When sound came around, they couldn’t put any fidelity in optical sound tracks unless they gave more surface area (like a reel-to-reel running at 7.5 or 15 ips). So they moved the frame rate to 24 fps and added audio. The image smoothed out and audio was hi-fi. An fps of 24 was “just enough” to convince the brain of fluid motion.

Video came in at 29.97, and today we commonly use 59.94 fps. The speed of the frames creates a far more convincing illusion for the brain. 

Now the cool part: I was invited to see a demo of 240 fps shot at Rec 2020 and projected. Holy cow! 

It was a war scene from Afghanistan, a special demo movie made with this technology. As I looked at the image, I honestly had to keep reminding myself, “This is not real … it’s just an image.” It was that true. No special glasses. No 3D. Just a frame rate 10 times the speed of film.    
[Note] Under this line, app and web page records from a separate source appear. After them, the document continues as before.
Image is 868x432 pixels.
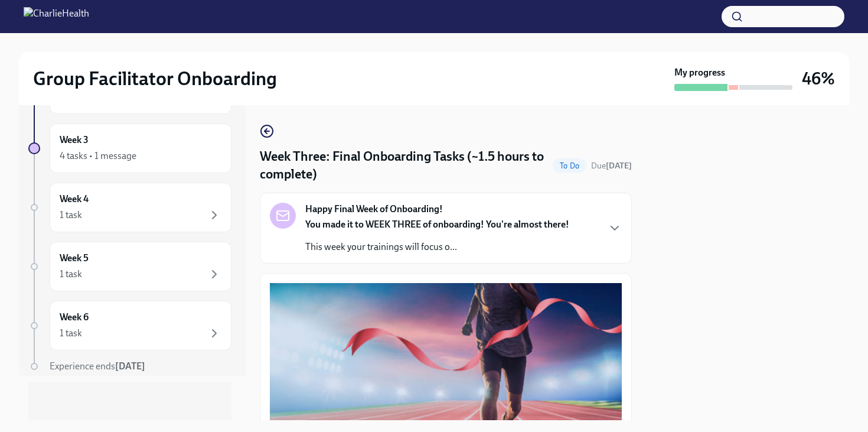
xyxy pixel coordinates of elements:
[60,252,88,265] h6: Week 5
[33,67,277,91] h2: Group Facilitator Onboarding
[60,133,88,146] h6: Week 3
[29,123,232,173] a: Week 34 tasks • 1 message
[60,268,82,280] div: 1 task
[674,66,726,79] strong: My progress
[305,218,569,230] strong: You made it to WEEK THREE of onboarding! You're almost there!
[592,160,632,171] span: September 21st, 2025 09:00
[260,148,548,183] h4: Week Three: Final Onboarding Tasks (~1.5 hours to complete)
[60,193,88,205] h6: Week 4
[50,360,146,372] span: Experience ends
[29,242,232,291] a: Week 51 task
[60,149,136,163] div: 4 tasks • 1 message
[305,203,443,215] strong: Happy Final Week of Onboarding!
[29,300,232,350] a: Week 61 task
[60,327,82,340] div: 1 task
[592,160,632,170] span: Due
[24,7,89,26] img: CharlieHealth
[305,240,569,253] p: This week your trainings will focus o...
[553,161,586,170] span: To Do
[29,183,232,232] a: Week 41 task
[60,208,82,221] div: 1 task
[60,310,88,324] h6: Week 6
[115,360,146,372] strong: [DATE]
[606,160,632,170] strong: [DATE]
[802,68,835,89] h3: 46%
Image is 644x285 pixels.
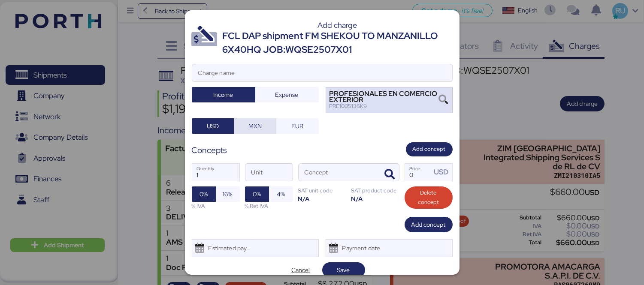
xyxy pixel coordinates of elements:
span: 0% [253,189,261,200]
button: USD [192,118,234,134]
button: MXN [234,118,276,134]
div: N/A [298,195,346,203]
button: Add concept [406,142,453,156]
button: Cancel [279,262,322,278]
span: 4% [277,189,285,200]
input: Price [405,164,432,181]
div: PROFESIONALES EN COMERCIO EXTERIOR [329,91,438,103]
button: Save [322,262,365,278]
div: SAT unit code [298,186,346,195]
div: SAT product code [352,186,399,195]
div: FCL DAP shipment FM SHEKOU TO MANZANILLO 6X40HQ JOB:WQSE2507X01 [223,29,453,57]
input: Charge name [192,64,452,81]
span: 0% [200,189,208,200]
span: Cancel [291,265,310,275]
span: 16% [223,189,232,200]
button: Delete concept [404,186,453,209]
span: Income [214,90,233,100]
span: Delete concept [412,188,446,207]
button: 16% [216,186,240,202]
div: Concepts [192,144,227,156]
span: EUR [291,121,303,131]
input: Concept [298,164,378,181]
span: Expense [276,90,298,100]
button: 0% [192,186,216,202]
div: USD [434,167,452,177]
span: Save [337,265,350,275]
div: % IVA [192,202,240,210]
input: Quantity [192,164,239,181]
span: USD [207,121,219,131]
div: Add charge [223,21,453,29]
button: Income [192,87,255,102]
button: ConceptConcept [381,165,399,184]
div: N/A [352,195,399,203]
span: Add concept [413,145,446,154]
button: 4% [269,186,293,202]
div: % Ret IVA [245,202,293,210]
button: 0% [245,186,269,202]
button: Add concept [404,217,453,232]
button: EUR [276,118,319,134]
input: Unit [246,164,292,181]
button: Expense [255,87,319,102]
span: Add concept [412,220,446,230]
span: MXN [248,121,262,131]
div: PRE1005136K9 [329,103,438,110]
I asked the lab engineer, “Are we nearly to the same level with video as we are with audio?” and he said, “Not even close!” 

He said there’s a lot of work left to bring the visual reproduction to achieve the maximum ability of the eye (note that we CAN produce light and color that exceed the capability of our eyes; but uncontrolled we can cause severe damage, hence “laser technology”).    

I asked about the “brain portion” of all this.  “Do scientists know how many frames our brain can decipher before we have maxed the ability?” (Like audio producing waves lower than we can feel, and higher than we can hear.)  

He said, “We currently estimate we could go as high as 900 fps, and that would be the limit.” In other words, below that limit, if you threw in ONE single frame of black within 800 frames and rolled it (in one second) in front of a person, they would recognize “something” was there (unless they blinked). At 900 fps, that black frame would be invisible — the brain just couldn’t pick it out from the other 899 frames.

So … totally nerd talk, but I found all this fascinating. I’m just an average person with nerdy interests, but it tells me that the future still has a lot of technology that we can’t even imagine today.

I recently heard a speaker who discussed Moore’s Law and technology. He talked about Elon Musk, Bill Gates and Steve Jobs and said that today, the company or person who will be considered the technology leader in 20 years probably hasn’t even come up with their idea or started their company — the Telsa of 2041 is completely unknown today. I thought that was an interesting statement.


The author is chief video engineer for the Cleveland Orchestra. He has been working in and around radio and TV engineering since age 14.

Comment on this or any story. Email [email protected].